Wednesday, June 28, 2006

Bush's Challenges of Laws He Signed Is Criticized

Bush's Challenges of Laws He Signed Is Criticized
By Jonathan Weisman
Copyright by The Washington Post
Wednesday, June 28, 2006; Page A09

A bipartisan group of senators and scholars denounced President Bush yesterday for using scores of "signing statements" to reserve the right to ignore or reinterpret provisions of measures that he has signed into law.

Bush's statements have challenged, for instance, a congressional ban on torture, a request for data on the administration of the USA Patriot Act and even a legislative demand for suggestions on the digital mapping of coastal resources.

The Senate Judiciary Committee's hearing marked the latest effort by Chairman Arlen Specter (R-Pa.) and panel Democrats to reclaim authority that they say the president has usurped as he has expanded the power of the executive branch. It came on the same day Bush gave a speech pushing for a line-item veto that would allow him to strike spending and tax provisions from legislation without vetoing the bill.

Other presidents have used signing statements to clarify their interpretation of laws, but no president has used such statements instead of ever using the veto authority spelled out in the Constitution, said Harvard University law professor Charles J. Ogletree Jr., who is serving on a new American Bar Association task force examining Bush's signing statements. Bush has never used his veto power in his presidency.

"There is a sense that the president has taken the signing statements far beyond the customary purviews," Specter told the administration's representative, Michelle E. Boardman, deputy assistant attorney general in the Justice Department's Office of Legal Counsel. "There's a real issue here as to whether the president may, in effect, cherry-pick the provisions he likes and exclude the ones he doesn't like."

Democrats were more blunt, blasting such statements, which are estimated to number more than 750 on 110 laws -- more than all the statements issued by other presidents.
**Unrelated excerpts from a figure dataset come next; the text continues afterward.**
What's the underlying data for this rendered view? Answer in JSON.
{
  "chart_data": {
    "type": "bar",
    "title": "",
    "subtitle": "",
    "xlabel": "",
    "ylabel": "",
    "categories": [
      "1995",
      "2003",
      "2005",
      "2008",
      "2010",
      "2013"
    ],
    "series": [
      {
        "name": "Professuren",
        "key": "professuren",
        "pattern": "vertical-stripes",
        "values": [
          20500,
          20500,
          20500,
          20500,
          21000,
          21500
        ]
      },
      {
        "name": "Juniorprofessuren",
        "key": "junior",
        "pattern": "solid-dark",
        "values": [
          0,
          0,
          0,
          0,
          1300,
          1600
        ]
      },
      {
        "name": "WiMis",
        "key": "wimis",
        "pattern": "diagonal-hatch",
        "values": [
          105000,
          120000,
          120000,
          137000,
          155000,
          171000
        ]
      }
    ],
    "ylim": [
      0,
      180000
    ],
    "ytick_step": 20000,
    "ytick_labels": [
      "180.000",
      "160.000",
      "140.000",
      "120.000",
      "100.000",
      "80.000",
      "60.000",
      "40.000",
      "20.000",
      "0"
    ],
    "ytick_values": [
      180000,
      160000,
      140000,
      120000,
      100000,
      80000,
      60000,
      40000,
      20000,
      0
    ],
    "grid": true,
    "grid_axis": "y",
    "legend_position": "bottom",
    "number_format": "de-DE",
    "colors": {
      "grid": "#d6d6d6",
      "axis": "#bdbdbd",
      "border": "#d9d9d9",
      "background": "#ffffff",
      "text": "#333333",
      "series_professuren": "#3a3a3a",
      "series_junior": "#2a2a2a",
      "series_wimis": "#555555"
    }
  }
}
"I've never seen anything like it," said Sen. Patrick J. Leahy (Vt.), the committee's ranking Democrat, calling the practice "a grave threat to our constitutional system of checks and balances."

Specter has been more aggressive than any other Republican in challenging Bush's expanding authority. He has pushed the president to reshape his warrantless wiretapping efforts to comply with existing law; threatened to summon telecommunications executives who have given the government access to customer phone records; and challenged the White House's legal arguments for indefinite detentions at the U.S. military base at Guantanamo Bay, Cuba.
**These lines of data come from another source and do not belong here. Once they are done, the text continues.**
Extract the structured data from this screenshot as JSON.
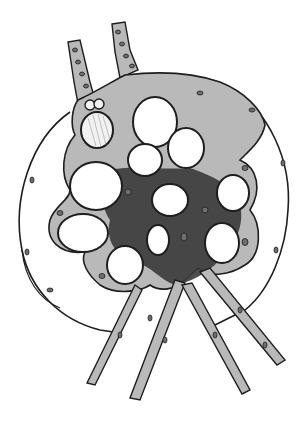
{
  "figure": {
    "colors": {
      "background": "#ffffff",
      "cytoplasm": "#b9b9b9",
      "dense_core": "#3a3a3a",
      "outline": "#1e1e1e",
      "lumen": "#ffffff",
      "nucleus": "#6f6f6f"
    },
    "lumens": [
      {
        "cx": 155,
        "cy": 122,
        "rx": 22,
        "ry": 25
      },
      {
        "cx": 145,
        "cy": 160,
        "rx": 17,
        "ry": 16
      },
      {
        "cx": 96,
        "cy": 186,
        "rx": 26,
        "ry": 24
      },
      {
        "cx": 186,
        "cy": 148,
        "rx": 18,
        "ry": 20
      },
      {
        "cx": 170,
        "cy": 200,
        "rx": 18,
        "ry": 16
      },
      {
        "cx": 233,
        "cy": 193,
        "rx": 16,
        "ry": 18
      },
      {
        "cx": 83,
        "cy": 233,
        "rx": 25,
        "ry": 19
      },
      {
        "cx": 125,
        "cy": 265,
        "rx": 18,
        "ry": 19
      },
      {
        "cx": 158,
        "cy": 240,
        "rx": 11,
        "ry": 15
      },
      {
        "cx": 222,
        "cy": 243,
        "rx": 17,
        "ry": 20
      }
    ]
  }
}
But yesterday, Judiciary Committee members appealed to their fellow lawmakers, who Sen. Richard J. Durbin (D-Ill.) said have been "complicit as so many of our precious rights under the Constitution have been ceded away."

Boardman countered that presidents since James Monroe have issued statements of interpretation to accompany laws, and that every president since Dwight D. Eisenhower has issued statements reserving the right not to execute sections of laws that may contradict the Constitution. By her accounting, Bush has issued such statements on 110 laws, compared with 80 from Bill Clinton, as many as 105 from Ronald Reagan and 147 from George H.W. Bush in a single term. But President Bush issued multiple statements on many of those laws for a total of 750, and it is unclear how many statements the other presidents issued.

"Even if there has been a modest increase, let me just suggest that it be viewed in light of current events and Congress's response to those events," she said. "The significance of legislation affecting national security has increased markedly since September 11."

The statements related to national security have caused the most controversy.

Last year, after months of difficult negotiations, Bush withdrew a veto threat and signed a defense policy bill that included a provision by Sen. John McCain (R-Ariz.) banning cruel, inhumane or degrading treatment of prisoners at U.S. detention centers. But Bush's signing statement on Dec. 30, 2005, reserved the right to waive the torture ban if he concluded that some harsh interrogation techniques could advance anti-terrorism efforts.

This year, after Congress reached a hard-fought agreement to extend the USA Patriot Act, expanding the power of federal law enforcement, the president questioned a provision calling for the administration to furnish Congress with detailed audits on the issuance of secret business-record searches and "national security letters."

"He's crossing his fingers behind his back," Leahy said.

White House officials and their allies tried to reassure lawmakers that they have nothing to fear from such statements.

"There's this notion that the president is committing acts of civil disobedience, and he's not," White House spokesman Tony Snow said.